Agreed Drew. 'Needle in a haystack' only relates to that situation where people are looking for a specific item or that there is a specific item that relates to their needs. It doesn't relate to the exploratory process. It was just an example of how a metaphor can be used when facilitating IL - and stems from the work of Bruce, Edwards and Lupton in Australia. It's not meant to be a metaphor for information literacy!
So far I've been sent all sort of interesting ideas that relate to explaining different aspects of IL including:
1. mapping metaphor ... mapping the information landscape (students map the landscape)
2. text books as basic guides to a 'place' (i.e. subject)
3. cooking metaphor:
What ingredients do you need?
Incorporates:
Decide what you need to know
Types of information
Identify the resources you need
Learn how to search (building a search strategy)
Where can you get the ingredients?
Incorporates:
Using books, journals, databases, internet
What, which, how
How does it taste?
Incorporates:
Evaluate the search results
Evaluate your search strategy
What is the recipe?
Incorporates:
Referencing
Plagiarism
4. the information landscape http://findit.port.ac.uk/Nuggets/index.html
5. "sporty reader" for students to describe their research habits.

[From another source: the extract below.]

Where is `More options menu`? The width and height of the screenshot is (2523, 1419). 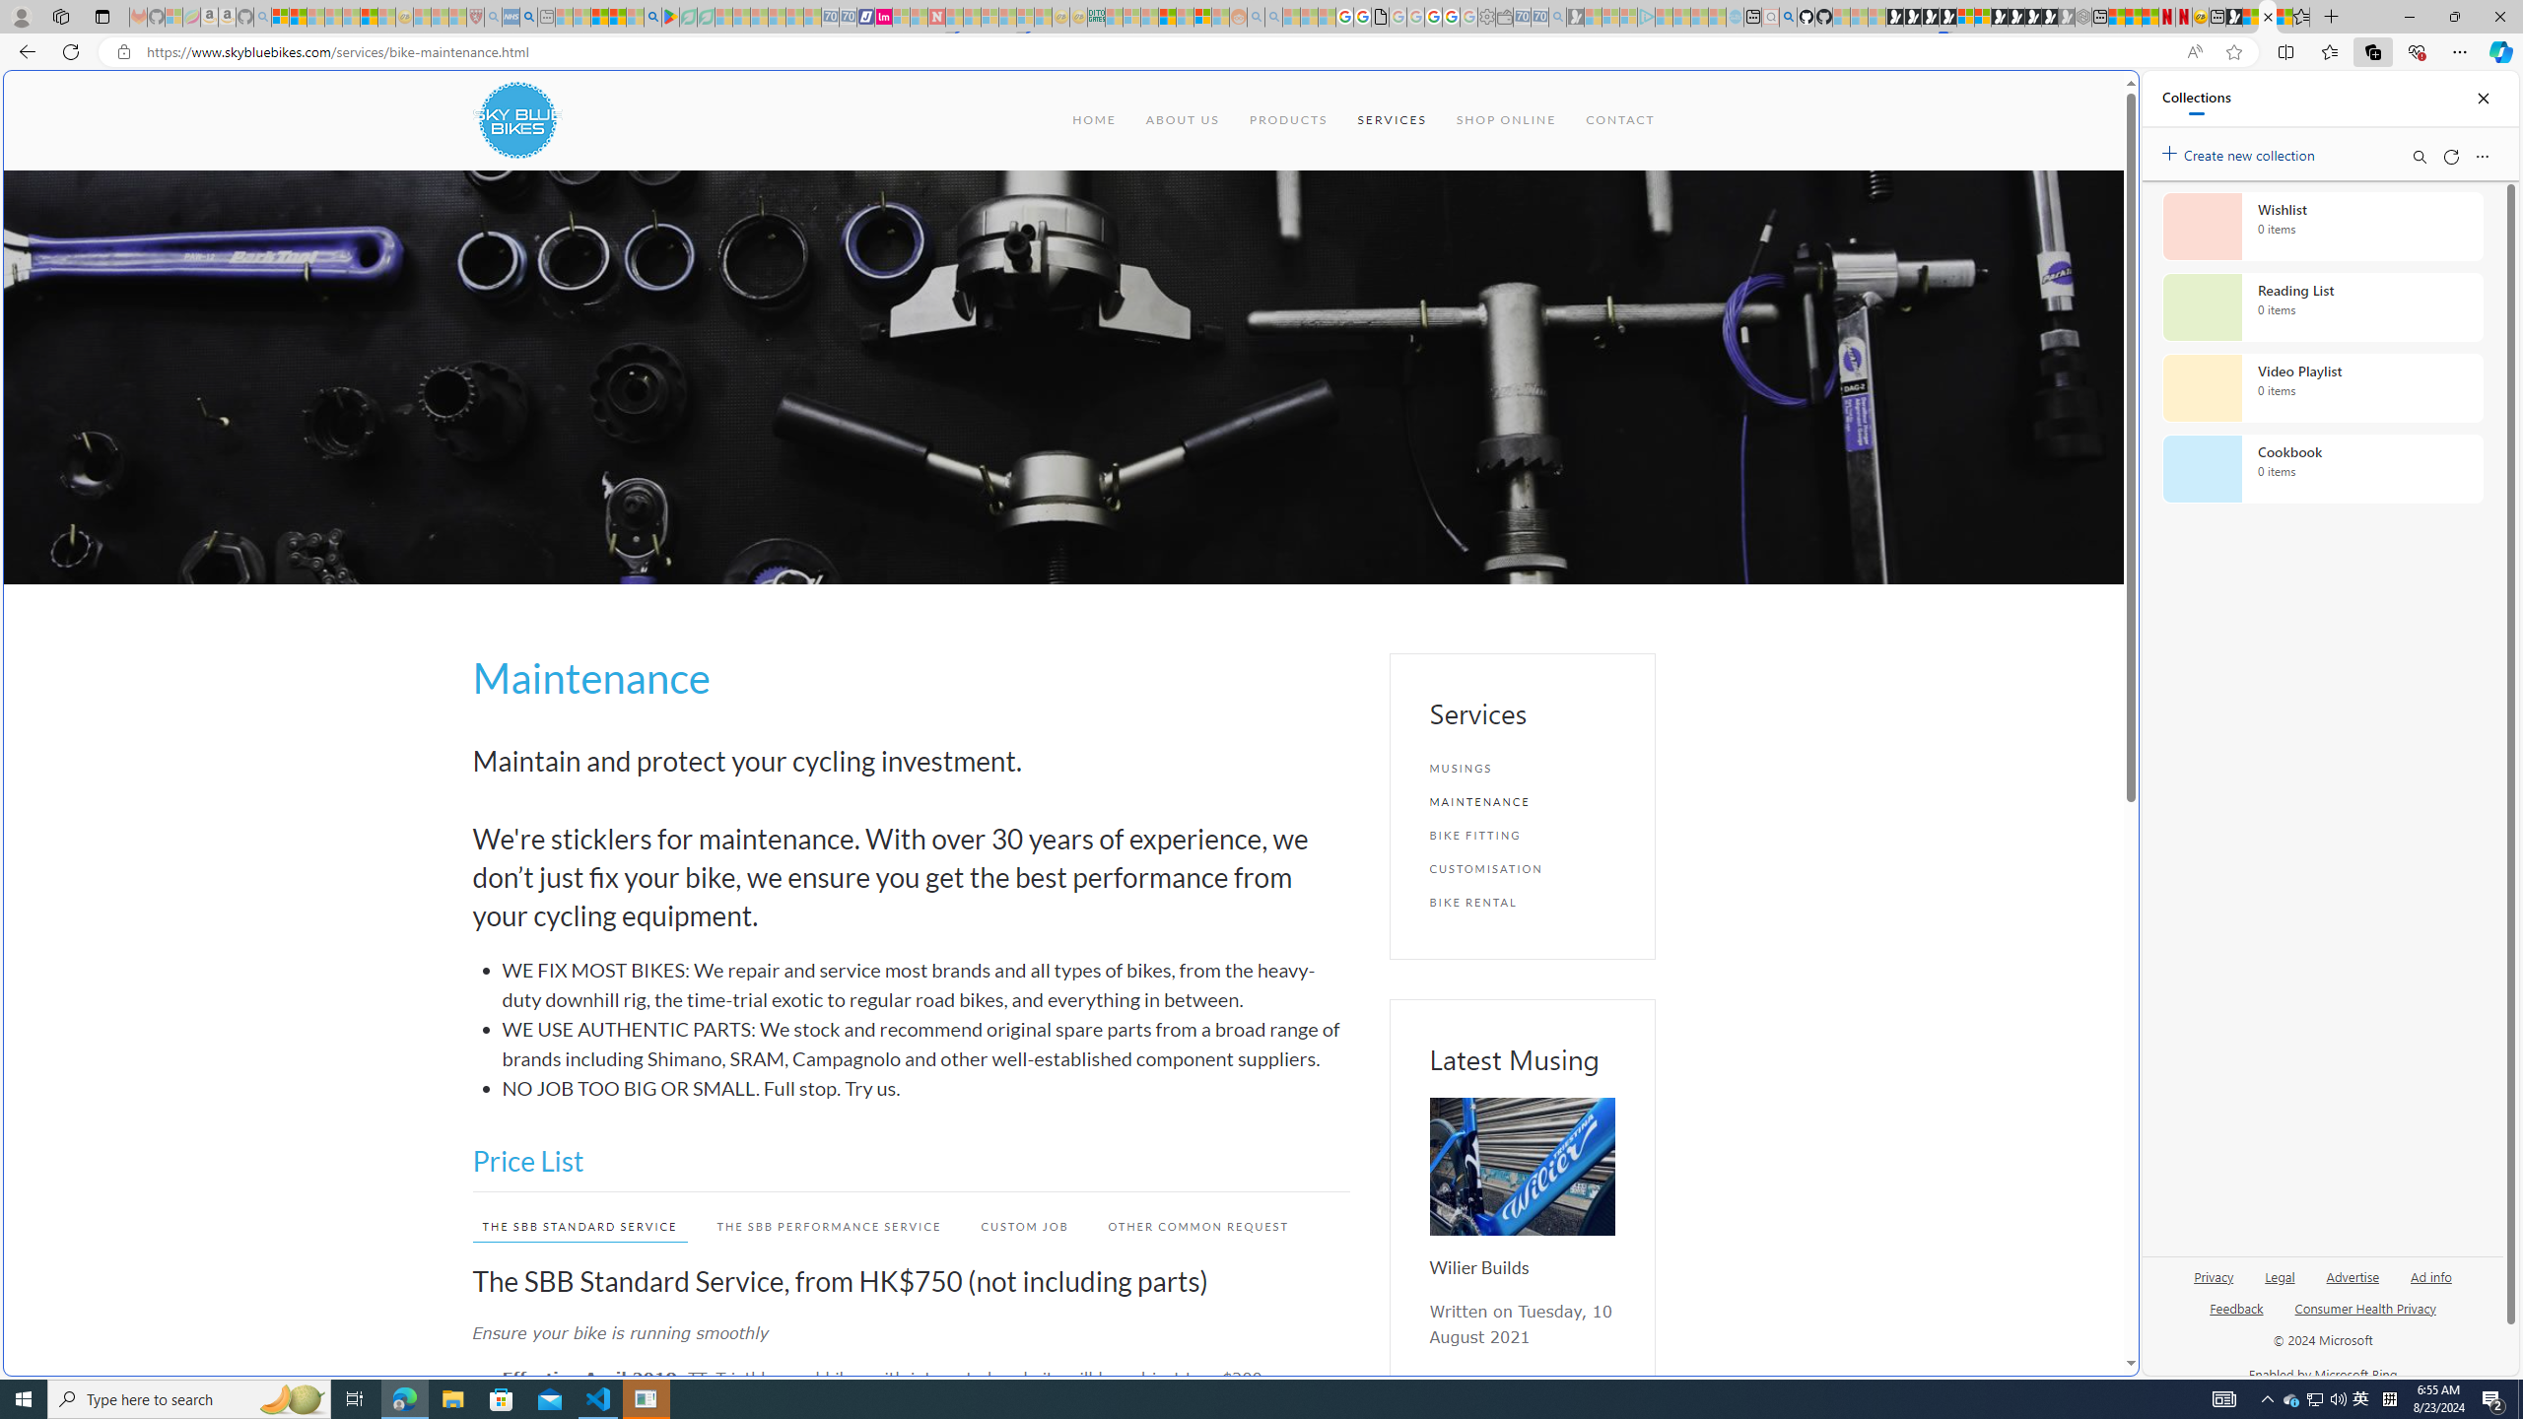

In sporty readers you have to describe how you read in terms of a sport (i.e.: " I am a deep-sea diver, I like to immerse myself in a new environment, sometimes it is murky, sometimes beautiful and colourful etc " you get the idea). For researching so far I had an orienteer (brilliant!), a hill-walker ("long and slow process but you get a great view at the top", fly-fishing (dips in)

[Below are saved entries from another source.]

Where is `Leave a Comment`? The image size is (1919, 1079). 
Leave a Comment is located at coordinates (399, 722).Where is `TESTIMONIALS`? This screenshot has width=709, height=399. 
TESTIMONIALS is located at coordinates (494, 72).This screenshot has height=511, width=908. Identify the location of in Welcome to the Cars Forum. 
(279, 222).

6. themes that play on constructive activities like gardening, or environmental protection more generally. Information is a constitutive part of the human environment, just as much as is any "natural" resource. It can be polluted, enclosed, degraded, exploited in unsustainable ways. Or it can be nurtured, protected against pests and neglect, healthily managed in a sustainable way.
Let's have some more! We should have a prize ! )

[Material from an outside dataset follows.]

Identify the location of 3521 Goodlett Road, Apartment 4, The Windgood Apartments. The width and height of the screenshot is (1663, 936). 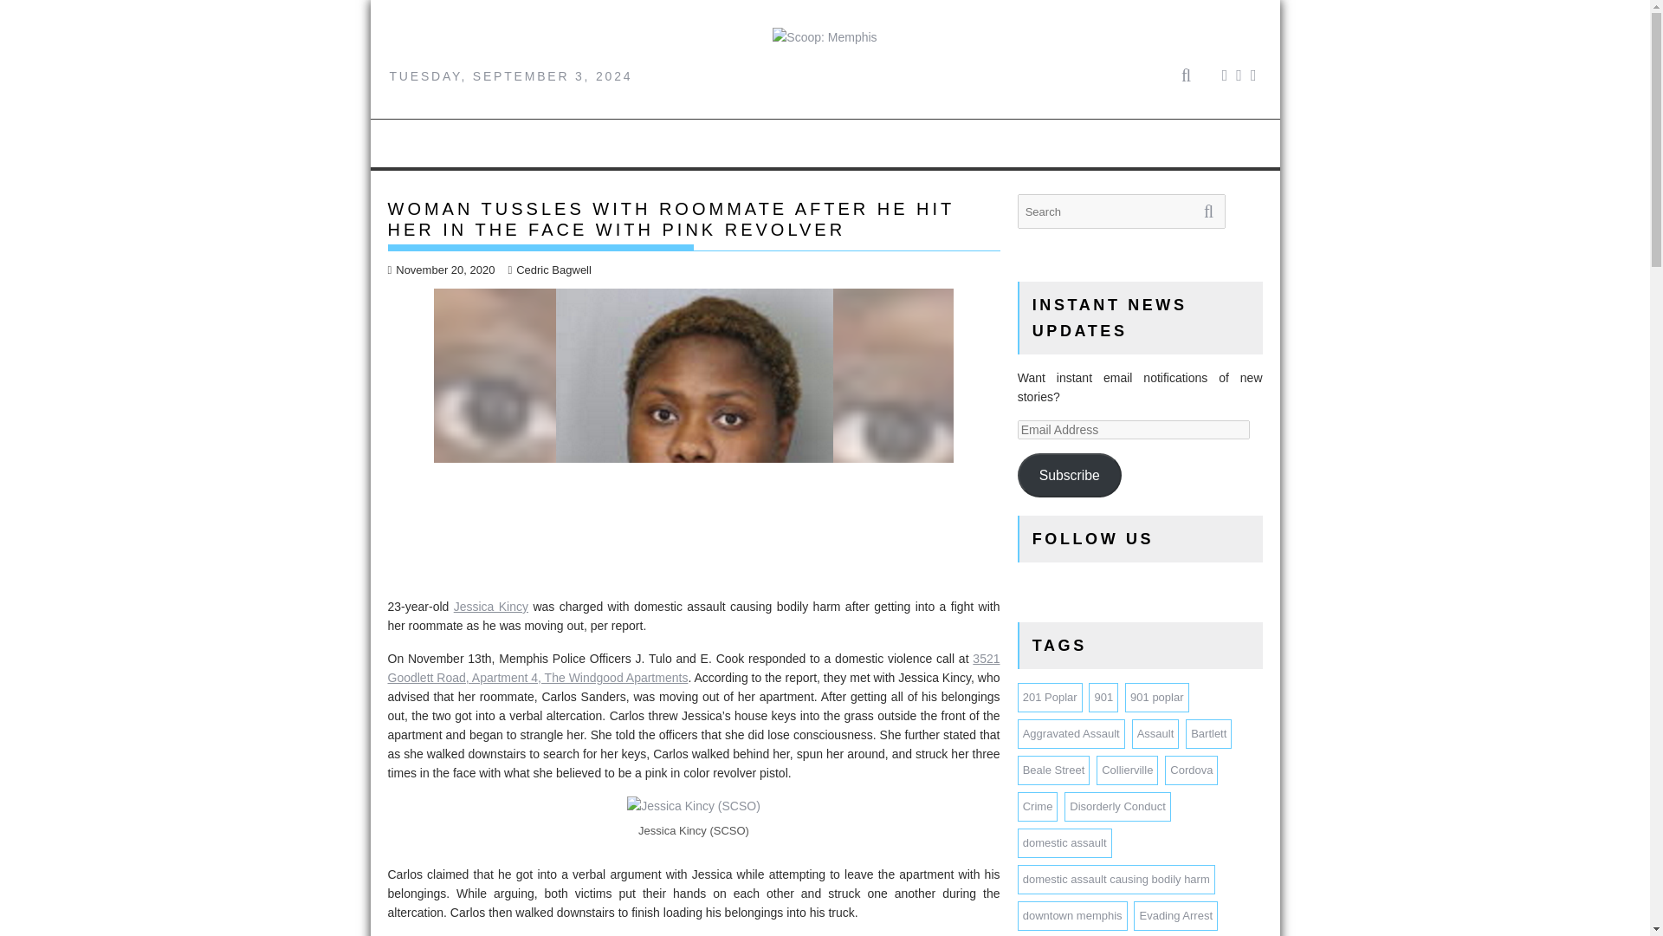
(694, 667).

I hope people don't mind me circulating these. Not sure if I should credit people. Please say if you want me to or would rather I didn't.
Best wishes,
Mark
-----Original Message-----
From: Information literacy and information skills teaching discussion list [mailto:[log in to unmask]] On Behalf Of Drew Whitworth
Sent: 08 June 2009 13:56
To: [log in to unmask]
Subject: Re: Kayaking and information liteacy
Quoting "[log in to unmask]" <[log in to unmask]>:
> Hi,
>
> I'd be interested to hear people's comments on a kayaking metaphor
> for teaching information literacy found at
> http://markhepworthsblog.blogspot.com/. Plus I'm still interested in
> the metaphors other people use to help learners relate to IL. It
> doesn't have to be elaborate. It could be something that helps
> visualise one aspect of information literacy, such as, using
> 'finding a needle in a haystack' when talking about information
> seeking. In fact the latter required explanation when working with
> international students - and should be used with caution!
>
> Best wishes,
>
> Mark
>
Actually I disagree with the "Needle in a haystack" metaphor in the
first place: I don't think it is best to cast IL as purely a process
of _finding_, as if we know full well the right answer is "there" and
if only we looked hard enough, for long enough, it'll appear. I don't
think that's a good metaphor at all.
Better for me are those themes that play on constructive activities
like gardening, or environmental protection more generally.
Information is a constitutive part of the human environment, just as
much as is any "natural" resource. It can be polluted, enclosed,
degraded, exploited in unsustainable ways. Or it can be nurtured,
protected against pests and neglect, healthily managed in a
sustainable way.
As I've written elsewhere (in Susie Andretta's edited 2007 collection
"Change and Challenge" and now my "Information Obesity"), IL is about
nurturing in people (all people, not just "students") the
"communicative competence" needed to take care of the informational
resources one is not only using now, but building for the future.
Drew Whitworth
--
"Many substances, when ingested, make the concepts of work and authority seem
highly unimportant. This is why they are almost always made illegal."